Solution-Based Casework is a skill-based, practice-oriented text that provides the specific guidance that students and new practitioners need in order to make sense quickly of the complex tasks of assessment and case planning in child welfare. The book flows out of a long practice experience, and was developed in consultation with workers and supervisors who were attempting to remedy problems viewed as contributing to recurrent abuse and neglect. It seeks to end adversarial relationships in casework and advocates case plans based on specific outcome skills rather than on those written with vague outcome goals measuring attendance in counseling. It serves as a common conceptual framework for integrating disparate segments of a response network, thereby allowing all providers in a therapeutic system to work toward common goals.

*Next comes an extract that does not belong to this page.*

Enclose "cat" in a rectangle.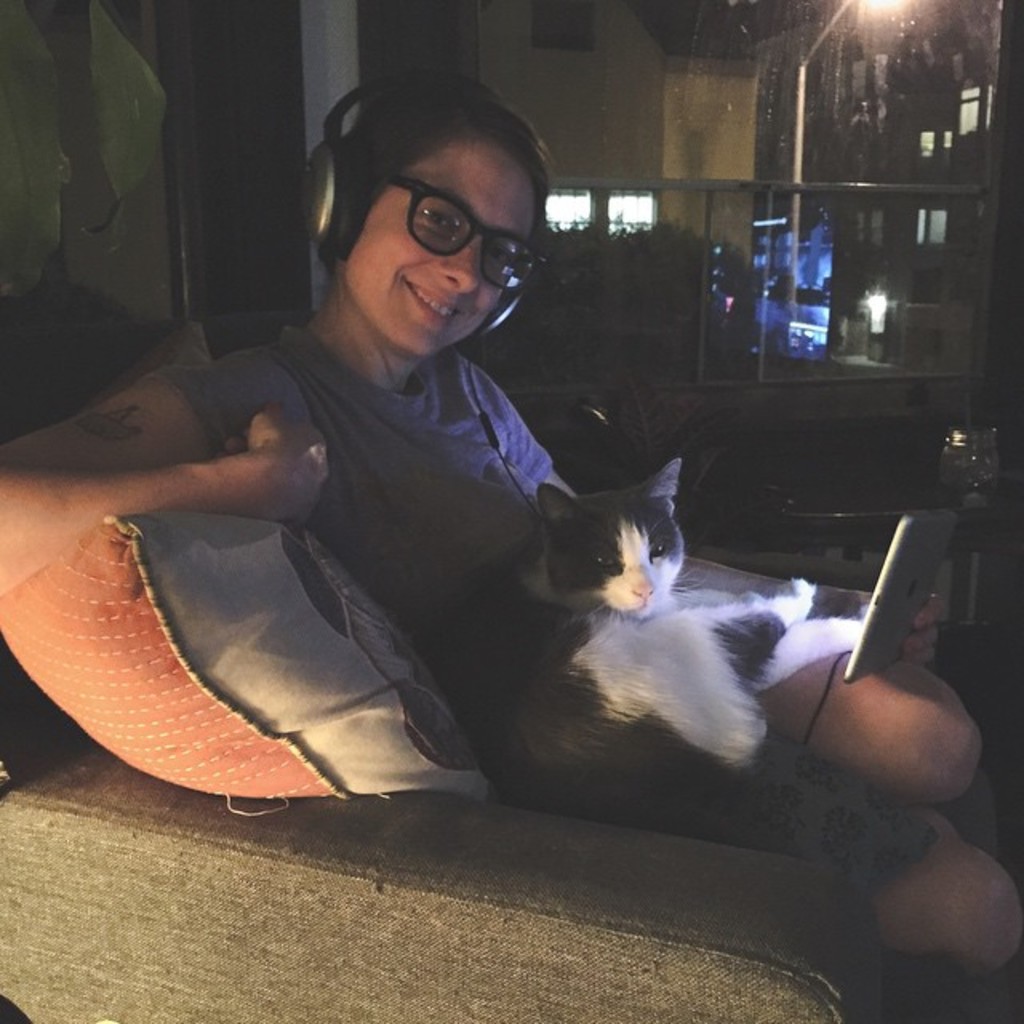
507/458/862/803.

The text is divided into three sections. In Section I the conceptual history and theoretical foundations of solution-based casework are presented so that the reader can place this approach to casework within the ongoing professional conversation about what constitutes sound practice; Section II addresses issues of assessment and case planning; Section III focuses on case management issues and how treatment team members experience a solution-based casework approach.

Dana N. Christensen is professor and director of the Center for Family Resource Development, Kent School of Social Work, University of Louisville. Jeffrey Todahl is assistant professor, with a specialiation in Marriage and Family Therapy, College of Education, University of Oregon.

William C. Barrett is in private practice, Family Intervention of Kentucky, Frankfort, Kentucky.